Why McLeod Is Applying a Fuel Adjustment Factor to Mobile Crane Charges
- 5 days ago
- 2 min read
Fuel Adjustment Factors have long been common in freight, transport, and Hiab work. For mobile cranes, McLeod has generally preferred to keep pricing stable to give customers greater certainty when planning and budgeting projects.
That approach has worked well in more stable conditions. It is less workable now.

Diesel prices have become more volatile, and recent movements have made it harder to absorb fuel fluctuations within fixed crane rates for any meaningful period. As a result, customers may now see a Fuel Adjustment Factor, or FAF, applied to mobile crane work.
What is a Fuel Adjustment Factor?
A Fuel Adjustment Factor is a variable surcharge that reflects changes in fuel costs.
Rather than permanently increasing base rates to cover uncertainty, a FAF separates fuel-related cost movements from the core crane charge. It can move up or down with the market.
Why apply it to mobile cranes now?
Mobile crane operations rely heavily on fuel. Fuel affects transport to the site, equipment repositioning, and the wider fleet supporting lifting operations.
When diesel prices move sharply, the cost impact is immediate. In the current market, that volatility is too significant to continue absorbing within fixed crane rates alone.
Why not just increase crane rates?
A permanent rate increase is not always the fairest response.
If diesel prices ease, customers would still be paying a higher base rate that was driven by temporary fuel pressure. A FAF is a more transparent way to respond because it keeps the core crane rate separate from fuel volatility.
That means:
The base crane rate remains more stable
The fuel component can be adjusted with market movement
The adjustment can move up or down
What customers can expect
Where a Fuel Adjustment Factor applies, it will be shown separately so customers can clearly see what relates to fuel movement and what relates to the core service.

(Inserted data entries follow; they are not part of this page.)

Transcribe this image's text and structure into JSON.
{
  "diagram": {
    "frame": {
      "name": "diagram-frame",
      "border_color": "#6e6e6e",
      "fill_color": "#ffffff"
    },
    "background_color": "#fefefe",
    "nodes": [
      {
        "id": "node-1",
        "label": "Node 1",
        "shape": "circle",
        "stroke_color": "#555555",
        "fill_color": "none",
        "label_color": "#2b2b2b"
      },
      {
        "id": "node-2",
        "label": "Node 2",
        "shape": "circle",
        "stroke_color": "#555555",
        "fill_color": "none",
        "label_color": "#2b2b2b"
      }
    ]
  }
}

This is a response to current market conditions, not a change in McLeod’s approach to fair pricing.
Our focus remains the same:
reliable crane services
safe and compliant operations
clear, defensible pricing
avoiding unnecessary long-term increases to base rates when a variable adjustment is more appropriate
In the current environment, applying a FAF to mobile crane work is a practical and transparent response to fuel volatility.
McLeod will continue to review conditions carefully and communicate any adjustments clearly.